Hence, individuality does not exist. At least not in the sense peddled in western liberal democracies. Our psychological self-determination is a mirage that allows us to navigate in blissful ignorance the consumer economy. 

By the time you chose that very unique name for your new baby (which you thought no one else would pick) a cascade of babies had already been named "Isabella", (sorry). Like you, every woman wanted to be the Twilight girl. You want what you want because somebody else wanted it first, or else you would not know about it. This is independent from whether you know it or not. And that is totally fine, as long as you don't tramp on other people to achieve it. It is perfectly healthy to want to better yourself because you caught yourself in a competitive race with someone in your social circle who also wants to better him/herself. Constructive competitiveness is actually what placed a man on the moon after all. Kennedy competed with the Russians on the space race by unleashing the better angels of human ingenuity, and devoted the resources needed to spark the Apollo program. No zero-sum-game mentality. Trump competed with the Chinese on the AI race by blacklisting Huawei and choking the Asia giant with tariffs, hurting the US in the process. There's constructive competitiveness, and then there's destructive competitiveness. Pick Kennedy, please.  
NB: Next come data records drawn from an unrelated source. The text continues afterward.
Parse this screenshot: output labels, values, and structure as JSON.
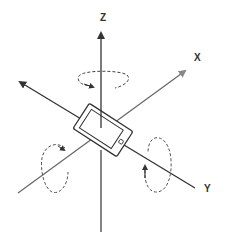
{
  "diagram": {
    "axes": [
      {
        "name": "Z",
        "label": "Z",
        "direction": "vertical"
      },
      {
        "name": "X",
        "label": "X",
        "direction": "diagonal lower-left to upper-right"
      },
      {
        "name": "Y",
        "label": "Y",
        "direction": "diagonal upper-left to lower-right"
      }
    ],
    "rotations": [
      {
        "axis": "Z",
        "style": "dashed ellipse"
      },
      {
        "axis": "X",
        "style": "dashed loop"
      },
      {
        "axis": "Y",
        "style": "dashed loop"
      }
    ],
    "device": "phone-icon",
    "colors": {
      "axis": "#333333",
      "dashed": "#555555",
      "background": "#ffffff"
    }
  }
}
Being aware of the imitation you're performing helps you legitimate the act of bettering yourself in your own mind. It gives you agency. It allows you to own up to it, and hone in on your skills. Heck, it allows you to switch models if needed. That awareness also helps you to be more discerning about where to pick those external models from. I'd venture to say that going fishing for them on social media is not good. 

To know that you want to be like Messi because he's the f*cking greatest helps. To know that you know  that you are imitating the greatest is even better. But to actually embrace the zeal Messi trains with and embody his craft is what will truly deliver you what you are after. 

And for that, you don't need to parade with a PSG Messi jersey telling the world you paid $200 for a t-shirt.       

    

Comments

  1. I agree with the constructive vs destructive line of competition. Like most things left unchecked or lack of open minded debate we can lose our way in pursuit of a goal.